Property insurance rate hikes may have peaked
NEW YORK (Dow Jones Newswires) - Rate increases appear to be slowing in property-insurance lines, and underwriting discipline may be deteriorating somewhat, particularly among reinsurers, according to a new Williams Capital Group report.
In a research note on Monday, Williams Capital insurance analyst Chris Winans said anecdotal evidence is emerging that the "hard market" - a period of rising rates and tighter underwriting - may have peaked.
"The challenge for insurance investors is to pick individual names that are best positioned to enter the next soft market with an ability to grow earnings and maintain double-digit (returns on equity)," Winans said.
"Insurers that have yet to put up adequate reserves for underpriced exposures from the 1990s are the least attractive, in our view." Winans said the marketplace during the January renewal season appears to be increasingly competitive, particularly in property lines.
Also, at least one reinsurer has told Winans there is too much capacity in the marketplace, and a primary insurer said reinsurers have been willing to quote coverage for nuclear, biological and chemical events - an area many have said is uncoverable, he said.
"One of the largest top-rated reinsurers tells us its effort to focus on limiting exposures and getting higher rates is being hampered by the rest who are scrambling to put on as much new business as possible," Winans said.
"In the rush to grow the top line as long as the hard-market window stays open, many of the newer players in the reinsurance market are reviving the 1990s practice of adding in certain coverages for free - particularly terrorism-related risks excluded under the newly enacted federal Terrorism Risk Insurance Act." One underwriter told Winans that the nice thing about this stage of the cycle is that he can write all the business he wants, knowing he'll be retired or dead when his pricing mistakes come to light.
Winans said new capacity in Bermuda may be the major reason for a disappointment in pricing.
Reinsurers will likely fall into one of two groups in the next 18 months - those that limit their risk to achieve higher rates of return, such as Munich Re and Berkshire Hathaway Inc.'s (BRKA, BRKB) General Re, versus those that are willing to take riskier bets, he said.
"Historically, this second group has tended to ruin it for the first group," Winans said. "In the 1990s, even the most disciplined reinsurers caved in rather than lose huge chunks of business."
At the same time, primary insurers are maintaining more risk than they have in the past to save money. However, they too don't expect 2003 rate hikes to match those in 2002.
As an example, Philadelphia Consolidated Holding Co. (PHLY) said last week that rates will likely rise 5 percent to 15 percent in 2003, compared with 15 percent to 20 percent hikes in 2002, Winans said.
The company said it was able to renew most of its reinsurance without increasing its costs and will retain the first $2 million of 2003 property-catastrophe loses, compared with retaining $500,000 a year ago, he said.
"The question is whether Philadelphia Consolidated and other primary insurers are reducing their own exposures and increasing rates enough to cover increased risk retention," he said.
Winans doesn't own any insurance stocks.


▶ [WHAT THIS TASK INVOLVES] Exactly as written, print every line of the listing below and omit its pictures.

▶ [DATA FOR ANALYSIS]
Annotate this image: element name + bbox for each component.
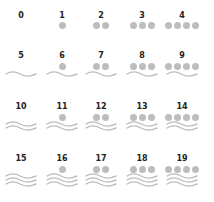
wave-group bbox=[161, 70, 203, 90]
wave-group bbox=[0, 120, 42, 140]
numeral-label: 8 bbox=[121, 52, 163, 60]
dot-group bbox=[41, 63, 83, 70]
numeral-cell: 6 bbox=[41, 52, 83, 92]
wave-group bbox=[121, 70, 163, 90]
numeral-label: 6 bbox=[41, 52, 83, 60]
numeral-cell: 19 bbox=[161, 155, 203, 195]
dot-icon bbox=[102, 63, 109, 70]
wave-icon bbox=[47, 126, 77, 131]
dot-icon bbox=[139, 22, 146, 29]
numeral-cell: 12 bbox=[80, 103, 122, 143]
dot-icon bbox=[183, 63, 190, 70]
wave-icon bbox=[86, 72, 116, 77]
numeral-label: 17 bbox=[80, 155, 122, 163]
dot-icon bbox=[192, 63, 199, 70]
numeral-label: 16 bbox=[41, 155, 83, 163]
dot-icon bbox=[148, 63, 155, 70]
numeral-cell: 5 bbox=[0, 52, 42, 92]
numeral-cell: 15 bbox=[0, 155, 42, 195]
dot-icon bbox=[93, 63, 100, 70]
numeral-label: 10 bbox=[0, 103, 42, 111]
wave-icon bbox=[6, 126, 36, 131]
numeral-label: 0 bbox=[0, 12, 42, 20]
dot-icon bbox=[183, 22, 190, 29]
wave-group bbox=[80, 70, 122, 90]
dot-group bbox=[80, 22, 122, 29]
numeral-cell: 4 bbox=[161, 12, 203, 52]
numeral-cell: 16 bbox=[41, 155, 83, 195]
dot-icon bbox=[59, 22, 66, 29]
wave-icon bbox=[6, 182, 36, 187]
numeral-cell: 10 bbox=[0, 103, 42, 143]
numeral-label: 7 bbox=[80, 52, 122, 60]
wave-icon bbox=[47, 72, 77, 77]
numeral-cell: 18 bbox=[121, 155, 163, 195]
wave-icon bbox=[167, 182, 197, 187]
wave-group bbox=[121, 172, 163, 192]
dot-icon bbox=[165, 63, 172, 70]
wave-icon bbox=[127, 126, 157, 131]
numeral-label: 3 bbox=[121, 12, 163, 20]
dot-group bbox=[41, 22, 83, 29]
dot-group bbox=[80, 63, 122, 70]
wave-group bbox=[41, 120, 83, 140]
numeral-label: 14 bbox=[161, 103, 203, 111]
numeral-cell: 13 bbox=[121, 103, 163, 143]
wave-group bbox=[80, 172, 122, 192]
numeral-label: 15 bbox=[0, 155, 42, 163]
wave-group bbox=[0, 70, 42, 90]
numeral-label: 5 bbox=[0, 52, 42, 60]
wave-icon bbox=[86, 182, 116, 187]
wave-icon bbox=[167, 72, 197, 77]
dot-icon bbox=[102, 22, 109, 29]
dot-icon bbox=[174, 22, 181, 29]
numeral-cell: 0 bbox=[0, 12, 42, 52]
numeral-label: 1 bbox=[41, 12, 83, 20]
dot-icon bbox=[174, 63, 181, 70]
numeral-label: 19 bbox=[161, 155, 203, 163]
numeral-label: 12 bbox=[80, 103, 122, 111]
numeral-cell: 3 bbox=[121, 12, 163, 52]
numeral-label: 18 bbox=[121, 155, 163, 163]
wave-icon bbox=[6, 72, 36, 77]
wave-group bbox=[121, 120, 163, 140]
numeral-label: 2 bbox=[80, 12, 122, 20]
wave-icon bbox=[47, 182, 77, 187]
dot-icon bbox=[59, 63, 66, 70]
wave-group bbox=[41, 70, 83, 90]
wave-icon bbox=[127, 72, 157, 77]
numeral-cell: 7 bbox=[80, 52, 122, 92]
wave-group bbox=[161, 172, 203, 192]
wave-group bbox=[80, 120, 122, 140]
wave-icon bbox=[86, 126, 116, 131]
numeral-label: 13 bbox=[121, 103, 163, 111]
numeral-cell: 1 bbox=[41, 12, 83, 52]
dot-group bbox=[121, 63, 163, 70]
dot-group bbox=[161, 63, 203, 70]
wave-group bbox=[0, 172, 42, 192]
dot-icon bbox=[192, 22, 199, 29]
dot-icon bbox=[139, 63, 146, 70]
dot-group bbox=[121, 22, 163, 29]
numeral-cell: 2 bbox=[80, 12, 122, 52]
dot-icon bbox=[93, 22, 100, 29]
wave-icon bbox=[127, 182, 157, 187]
wave-group bbox=[161, 120, 203, 140]
dot-icon bbox=[148, 22, 155, 29]
dot-icon bbox=[165, 22, 172, 29]
numeral-cell: 9 bbox=[161, 52, 203, 92]
dot-group bbox=[161, 22, 203, 29]
dot-icon bbox=[130, 22, 137, 29]
wave-icon bbox=[167, 126, 197, 131]
wave-group bbox=[41, 172, 83, 192]
numeral-cell: 14 bbox=[161, 103, 203, 143]
numeral-label: 9 bbox=[161, 52, 203, 60]
numeral-label: 11 bbox=[41, 103, 83, 111]
numeral-cell: 17 bbox=[80, 155, 122, 195]
numeral-label: 4 bbox=[161, 12, 203, 20]
numeral-cell: 11 bbox=[41, 103, 83, 143]
numeral-cell: 8 bbox=[121, 52, 163, 92]
dot-icon bbox=[130, 63, 137, 70]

▶ [RESULT FOR THIS TASK]
Annotate this image: element name + bbox for each component.
wave-group bbox=[161, 70, 203, 90]
wave-group bbox=[0, 120, 42, 140]
numeral-label: 8 bbox=[121, 52, 163, 60]
dot-group bbox=[41, 63, 83, 70]
numeral-cell: 6 bbox=[41, 52, 83, 92]
wave-group bbox=[121, 70, 163, 90]
numeral-label: 6 bbox=[41, 52, 83, 60]
numeral-cell: 19 bbox=[161, 155, 203, 195]
dot-icon bbox=[102, 63, 109, 70]
wave-icon bbox=[47, 126, 77, 131]
dot-icon bbox=[139, 22, 146, 29]
numeral-cell: 12 bbox=[80, 103, 122, 143]
dot-icon bbox=[183, 63, 190, 70]
wave-icon bbox=[86, 72, 116, 77]
numeral-label: 17 bbox=[80, 155, 122, 163]
dot-icon bbox=[192, 63, 199, 70]
numeral-label: 16 bbox=[41, 155, 83, 163]
dot-icon bbox=[148, 63, 155, 70]
numeral-cell: 5 bbox=[0, 52, 42, 92]
numeral-cell: 15 bbox=[0, 155, 42, 195]
dot-icon bbox=[93, 63, 100, 70]
numeral-label: 10 bbox=[0, 103, 42, 111]
wave-icon bbox=[6, 126, 36, 131]
numeral-label: 0 bbox=[0, 12, 42, 20]
dot-icon bbox=[183, 22, 190, 29]
wave-group bbox=[80, 70, 122, 90]
dot-group bbox=[80, 22, 122, 29]
numeral-cell: 4 bbox=[161, 12, 203, 52]
numeral-cell: 16 bbox=[41, 155, 83, 195]
dot-icon bbox=[59, 22, 66, 29]
wave-icon bbox=[6, 182, 36, 187]
numeral-cell: 10 bbox=[0, 103, 42, 143]
numeral-label: 7 bbox=[80, 52, 122, 60]
wave-icon bbox=[47, 72, 77, 77]
numeral-cell: 18 bbox=[121, 155, 163, 195]
wave-icon bbox=[167, 182, 197, 187]
wave-group bbox=[121, 172, 163, 192]
dot-icon bbox=[165, 63, 172, 70]
wave-icon bbox=[127, 126, 157, 131]
numeral-label: 3 bbox=[121, 12, 163, 20]
dot-group bbox=[41, 22, 83, 29]
dot-group bbox=[80, 63, 122, 70]
wave-group bbox=[41, 120, 83, 140]
numeral-label: 14 bbox=[161, 103, 203, 111]
numeral-cell: 13 bbox=[121, 103, 163, 143]
wave-group bbox=[80, 172, 122, 192]
numeral-label: 15 bbox=[0, 155, 42, 163]
wave-group bbox=[0, 70, 42, 90]
numeral-label: 5 bbox=[0, 52, 42, 60]
wave-icon bbox=[86, 182, 116, 187]
wave-icon bbox=[167, 72, 197, 77]
dot-icon bbox=[102, 22, 109, 29]
dot-icon bbox=[174, 22, 181, 29]
numeral-cell: 0 bbox=[0, 12, 42, 52]
numeral-label: 1 bbox=[41, 12, 83, 20]
dot-icon bbox=[174, 63, 181, 70]
numeral-label: 19 bbox=[161, 155, 203, 163]
numeral-label: 12 bbox=[80, 103, 122, 111]
numeral-cell: 3 bbox=[121, 12, 163, 52]
numeral-label: 18 bbox=[121, 155, 163, 163]
wave-icon bbox=[6, 72, 36, 77]
wave-group bbox=[121, 120, 163, 140]
numeral-label: 2 bbox=[80, 12, 122, 20]
wave-icon bbox=[47, 182, 77, 187]
dot-icon bbox=[59, 63, 66, 70]
wave-group bbox=[41, 70, 83, 90]
wave-icon bbox=[127, 72, 157, 77]
numeral-cell: 7 bbox=[80, 52, 122, 92]
wave-group bbox=[161, 172, 203, 192]
wave-group bbox=[80, 120, 122, 140]
wave-icon bbox=[86, 126, 116, 131]
numeral-label: 13 bbox=[121, 103, 163, 111]
numeral-cell: 1 bbox=[41, 12, 83, 52]
dot-group bbox=[121, 63, 163, 70]
dot-group bbox=[161, 63, 203, 70]
wave-group bbox=[0, 172, 42, 192]
dot-icon bbox=[192, 22, 199, 29]
dot-icon bbox=[139, 63, 146, 70]
dot-group bbox=[121, 22, 163, 29]
numeral-cell: 2 bbox=[80, 12, 122, 52]
dot-icon bbox=[93, 22, 100, 29]
wave-icon bbox=[127, 182, 157, 187]
wave-group bbox=[161, 120, 203, 140]
dot-icon bbox=[148, 22, 155, 29]
dot-icon bbox=[165, 22, 172, 29]
numeral-cell: 9 bbox=[161, 52, 203, 92]
dot-group bbox=[161, 22, 203, 29]
dot-icon bbox=[130, 22, 137, 29]
wave-icon bbox=[167, 126, 197, 131]
wave-group bbox=[41, 172, 83, 192]
numeral-cell: 14 bbox=[161, 103, 203, 143]
numeral-label: 9 bbox=[161, 52, 203, 60]
numeral-label: 11 bbox=[41, 103, 83, 111]
numeral-cell: 17 bbox=[80, 155, 122, 195]
numeral-label: 4 bbox=[161, 12, 203, 20]
numeral-cell: 11 bbox=[41, 103, 83, 143]
numeral-cell: 8 bbox=[121, 52, 163, 92]
dot-icon bbox=[130, 63, 137, 70]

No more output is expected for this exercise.